What you need to be doing here for Ed is providing material that he can add to one of the first three chapters which would make a particular argument "more or less" compelling, perhaps to find a creative way to tie in the "Humpty Dumpty" title with the first chapter of the book.

I was thinking "Humpty Dumpty Dumpster", but you might gross out your readers by describing some Y2K "starvation" scenario where masses are huddled at the dumpsters of grocery stores and restaurants looking for "rotten" food. "Humpty Dumpty Dumpster Diving".

Just a little alliteration to drive you nuts. Say it five times fast, Ed.

I personally would like to see some focus put on code quality, have you seen the "clean room" techniques that are starting to appear in college material?

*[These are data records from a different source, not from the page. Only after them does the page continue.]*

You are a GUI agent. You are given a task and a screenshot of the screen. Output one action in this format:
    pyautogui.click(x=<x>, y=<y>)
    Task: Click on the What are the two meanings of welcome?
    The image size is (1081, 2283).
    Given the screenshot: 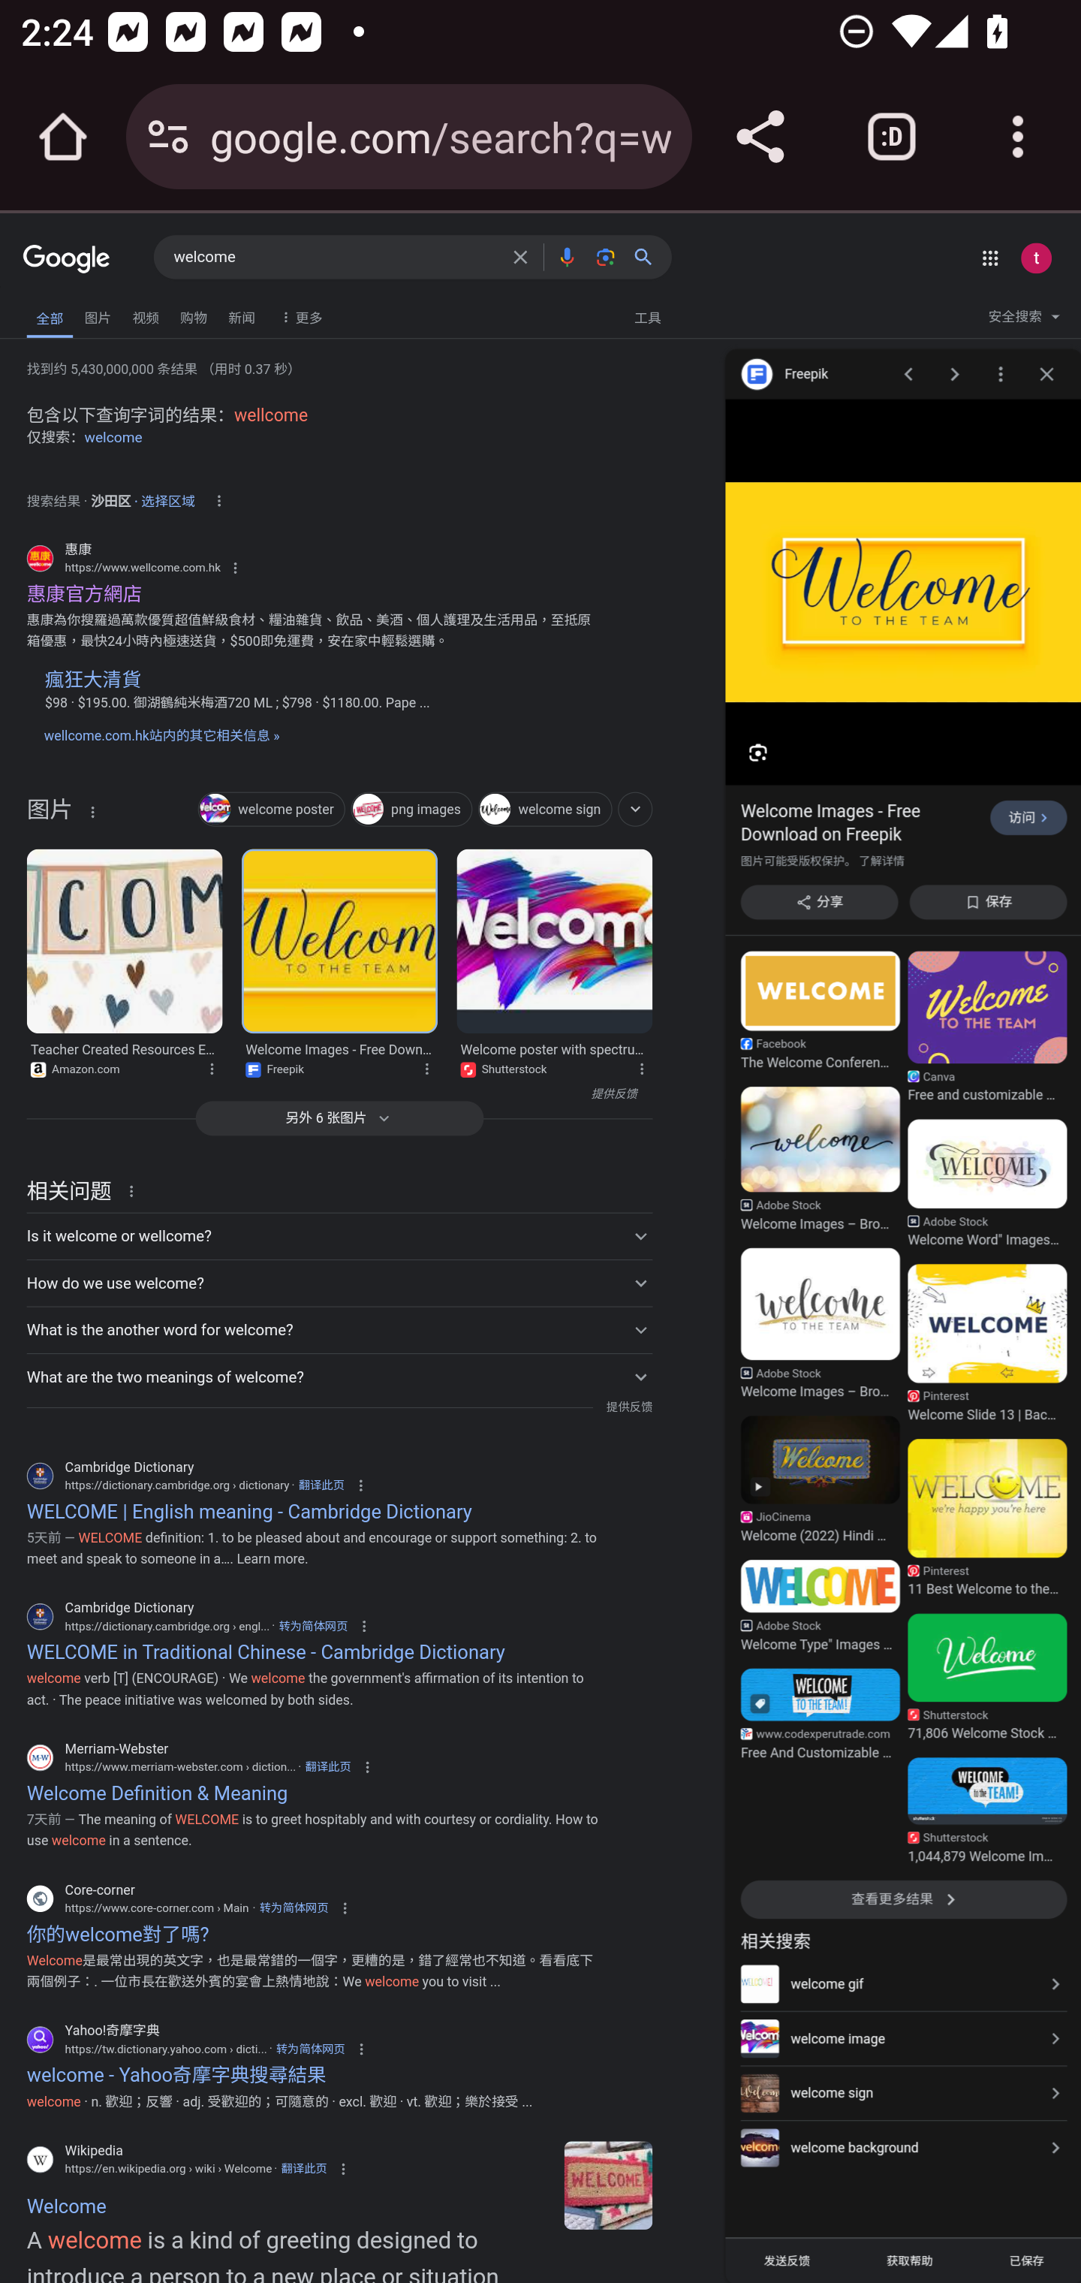 What is the action you would take?
    pyautogui.click(x=339, y=1375)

Perhaps you could e-mail me privately, with your opinion.

Will "clean room" "clean up" Y2K?

Glen Austin

-- Glen Austin (gdaustin@aol.com), August 12, 1999

Answers

Glen,

Cleanroom techniques have been around for nearly 20 years. Popularized by Harlan Mills and his colleagues at IBM Federal Systems Division (sold to Loral a few years ago) in the Bethesda, MD area. I think some of the IBM folks introduced the concept into software engineering courses being presented at Univ of Maryland.

Still some controversy about the general idea, but widely accepted as a potentially useful approach, especially safety-critical systems. However, it's in stark contrast to the "good-enough" approach that characterizes most software projects today.

It's also entirely irrelevent to the Y2K situation at this point, since the remediation efforts are virtually finished in most organizations. The volume of work to be done was so vast that I doubt that a cleanroom approach could have been realistically implemented in most cases anyway.

The most important activity for most organizations in the remaining 141 days is contingency planning. Even if all of their own code had been repaired with a cleanroom approach, it wouldn't eliminate the possibility of defects in their supply-chain.